Story Creation Tips

Guide to Story Writing


STORY CREATION TIP:Creating a video is a multistep process: planning, shooting, interviewing, writing, and editing. During each stage of the process, you develop your story to best reach your audience. The tips in this guide describe ways to plan, shoot, and capture moments to make your videos compelling. These are maxims from NBC-TV Today Show correspondent Bob Dotson.


Dotson regularly presents seminars on how to create stories on video. His principal themes are:

  1. Give viewers a reason to remember the story.
  2. When interviewing people, try not to ask questions. Merely make observations. Making observations puts people at ease so they reveal their emotional and human side.
  3. Be sure to get a closing shot. Most video producers look for dramatic opening shots or sequences (a good thing), but your viewers are more likely to remember the closing shot.

Bob Dotson’s Storyteller’s Checklist

Dotson prepared his Storyteller’s Checklist with TV news reporters in mind, but his tips apply to students, professionals, corporations, and home video producers as well.

Video shooting and editing tips

  • Create a strong close, something you build toward throughout the story. Ideally, the ending is also visual.
  • Build your report around sequences: two or three shots of a guy buying basketball tickets, two or three shots of a couple drinking coffee at a kitchen table, and so on. Sequences demand matched action.
  • Use strong natural sound to heighten realism, authenticity, and believability and to heighten the viewer’s sense of vicarious participation in the events you’re showing. Some reports merely let the audience watch what happened. The best reports make it possible to experience what happened.
  • Short sound bites prove the story you are showing. Don’t use sound bites as substitutes for your storytelling. Present the facts and let your interviewees present the feelings.

Writing tips

  • Always remember that the reporter (or narrator) is not the story
  • Make sure you know what you want the audience to take away from the story. Formulate this theme to yourself to help guide the story creation. Then use your images to prove that theme visually. Very seldom will you state the theme verbally in any story.
  • Write to your pictures first. Write a strong lead that instantly telegraphs the story to come.
  • Keep the main body of the story to three to five main points, and prove them visually after you’ve identified them.
  • Write loose. Avoid being too wordy. Be hard on yourself as a writer. Say nothing in the script that your viewers would already know or that the visuals say more eloquently.
  • Allow for moments of silence. Stop writing occasionally and let two or three seconds or more of compelling action occur without a voiceover. For a writer, nothing is more difficult to write than silence. For viewers, sometimes nothing is more eloquent.
  • Build in surprises to sustain viewer involvement. Surprises help viewers feel something about the story; they lure uninterested viewers to the screen. Surprises can be visuals, wild sounds, short bites, or poetic script. Always, surprises are little moments of drama.
  • Tell your story through people. People sell your story. Try to find strong central characters engaged in compelling action that is visual or picturesque.
  • Address the larger issue. “A trailer home burned down” fails to meet the “so what?” test. “The trailer home burned down because the walls are full of flammable insulation” meets the “so what?” test because it describes the larger issue.
  • Finally, make your story memorable. Can your viewers feel something about the story and its subjects? If feeling is present, the story will be memorable. It will stick in the viewers’ minds.

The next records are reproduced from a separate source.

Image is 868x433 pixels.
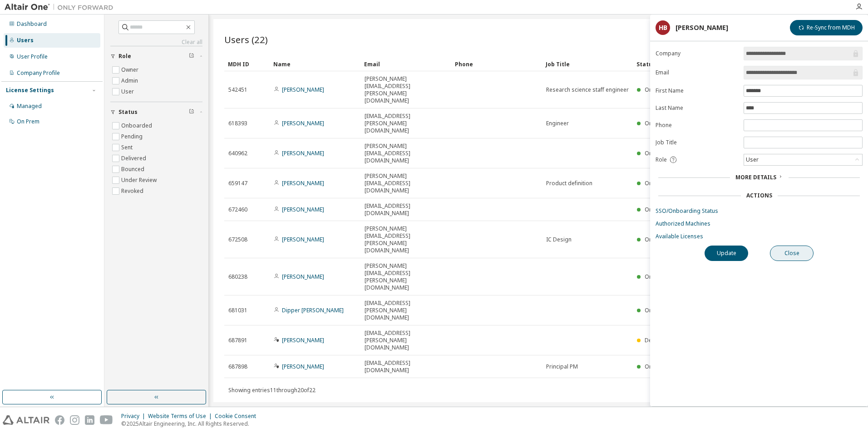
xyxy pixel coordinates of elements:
img: Altair One [4,3,118,12]
label: Email [655,69,738,76]
div: [PERSON_NAME] [676,24,728,32]
span: Showing entries 11 through 20 of 22 [229,387,316,394]
span: [PERSON_NAME][EMAIL_ADDRESS][DOMAIN_NAME] [365,173,447,194]
div: Status [636,57,806,72]
span: 672460 [229,206,248,213]
a: [PERSON_NAME] [282,273,324,281]
a: [PERSON_NAME] [282,337,324,345]
div: Users [17,36,34,44]
span: More Details [735,173,777,181]
span: Onboarded [645,86,676,93]
span: Onboarded [645,149,676,157]
div: Actions [747,192,773,199]
label: Job Title [655,139,738,146]
span: Role [655,156,667,164]
span: Research science staff engineer [547,86,629,93]
div: Company Profile [17,69,60,76]
div: User [745,155,760,165]
a: [PERSON_NAME] [282,236,324,244]
span: Onboarded [645,206,676,213]
a: Clear all [110,39,203,46]
span: Onboarded [645,119,676,127]
div: HB [655,20,670,35]
label: Pending [121,131,145,142]
span: Onboarded [645,307,676,314]
a: SSO/Onboarding Status [655,208,863,215]
span: [PERSON_NAME][EMAIL_ADDRESS][DOMAIN_NAME] [365,142,447,164]
p: © 2025 Altair Engineering, Inc. All Rights Reserved. [121,420,262,428]
div: Name [274,57,357,72]
a: Authorized Machines [655,220,863,227]
div: Privacy [121,413,148,420]
a: [PERSON_NAME] [282,206,324,213]
button: Close [770,246,814,261]
div: License Settings [6,87,54,94]
span: Engineer [547,120,569,127]
button: Re-Sync from MDH [790,20,863,35]
div: Website Terms of Use [148,413,215,420]
span: 640962 [229,150,248,157]
span: 672508 [229,237,248,244]
span: 680238 [229,274,248,281]
label: Sent [121,142,135,153]
span: [PERSON_NAME][EMAIL_ADDRESS][PERSON_NAME][DOMAIN_NAME] [365,75,447,105]
img: instagram.svg [70,415,79,425]
div: User [745,154,862,166]
span: 687898 [229,364,248,371]
span: [EMAIL_ADDRESS][DOMAIN_NAME] [365,203,447,217]
span: Users (22) [225,33,268,46]
a: [PERSON_NAME] [282,86,324,93]
a: Available Licenses [655,233,863,240]
a: [PERSON_NAME] [282,149,324,157]
img: altair_logo.svg [3,415,50,425]
div: On Prem [17,118,39,126]
span: [EMAIL_ADDRESS][PERSON_NAME][DOMAIN_NAME] [365,300,447,321]
span: Onboarded [645,236,676,244]
span: 687891 [229,337,248,345]
span: 681031 [229,307,248,314]
a: [PERSON_NAME] [282,363,324,371]
a: [PERSON_NAME] [282,119,324,127]
span: [EMAIL_ADDRESS][DOMAIN_NAME] [365,360,447,374]
label: Company [655,50,738,58]
span: Principal PM [547,364,578,371]
span: IC Design [547,237,572,244]
span: [EMAIL_ADDRESS][PERSON_NAME][DOMAIN_NAME] [365,330,447,352]
span: Clear filter [189,109,194,116]
div: Cookie Consent [215,413,262,420]
span: Clear filter [189,53,194,60]
span: Role [119,53,131,60]
img: facebook.svg [55,415,65,425]
label: Revoked [121,186,145,196]
span: Onboarded [645,273,676,281]
div: Job Title [546,57,629,72]
span: Product definition [547,180,593,187]
img: linkedin.svg [85,415,95,425]
span: Onboarded [645,363,676,371]
div: User Profile [17,53,48,60]
div: Email [364,57,448,72]
span: [EMAIL_ADDRESS][PERSON_NAME][DOMAIN_NAME] [365,112,447,135]
button: Update [705,246,749,261]
a: [PERSON_NAME] [282,180,324,187]
label: Under Review [121,175,159,186]
button: Status [110,102,203,122]
span: [PERSON_NAME][EMAIL_ADDRESS][PERSON_NAME][DOMAIN_NAME] [365,225,447,254]
div: Managed [17,102,42,110]
label: Owner [121,65,140,75]
span: 542451 [229,86,248,93]
span: Status [119,109,138,116]
label: Last Name [655,105,738,112]
label: Delivered [121,153,148,164]
div: Dashboard [17,20,47,27]
label: Phone [655,121,738,129]
a: Dipper [PERSON_NAME] [282,307,344,314]
span: 659147 [229,180,248,187]
button: Role [110,46,203,66]
label: First Name [655,87,738,95]
span: Onboarded [645,180,676,187]
span: Delivered [645,337,670,345]
label: Bounced [121,164,146,175]
label: Onboarded [121,120,154,131]
div: MDH ID [228,57,266,72]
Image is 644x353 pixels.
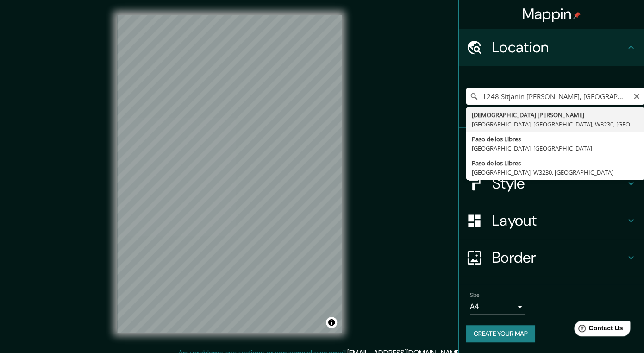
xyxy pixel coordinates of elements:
[470,299,526,314] div: A4
[459,29,644,66] div: Location
[326,317,337,328] button: Toggle attribution
[470,291,480,299] label: Size
[472,159,638,168] div: Paso de los Libres
[117,15,341,333] canvas: Map
[459,128,644,165] div: Pins
[472,168,638,177] div: [GEOGRAPHIC_DATA], W3230, [GEOGRAPHIC_DATA]
[466,88,644,104] input: Pick your city or area
[562,317,634,343] iframe: Help widget launcher
[492,174,626,192] h4: Style
[466,325,535,342] button: Create your map
[472,143,638,153] div: [GEOGRAPHIC_DATA], [GEOGRAPHIC_DATA]
[472,120,638,129] div: [GEOGRAPHIC_DATA], [GEOGRAPHIC_DATA], W3230, [GEOGRAPHIC_DATA]
[492,211,626,230] h4: Layout
[472,134,638,143] div: Paso de los Libres
[522,4,581,23] h4: Mappin
[492,249,626,267] h4: Border
[472,110,638,120] div: [DEMOGRAPHIC_DATA] [PERSON_NAME]
[492,38,626,57] h4: Location
[459,202,644,239] div: Layout
[633,91,640,100] button: Clear
[459,165,644,202] div: Style
[459,239,644,276] div: Border
[573,11,580,19] img: pin-icon.png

Bob Dotson—NBC-TV reporter

Bob Dotson is one of the nation’s top network-television feature reporters. He has received more than 100 awards for his work in broadcast journalism, including four National Emmys. The Society of Professional Journalists cited Dotson for the Best Network Feature Reporting of 2004, and the Radio and Television News Directors Association honored him for Best Network News Writing.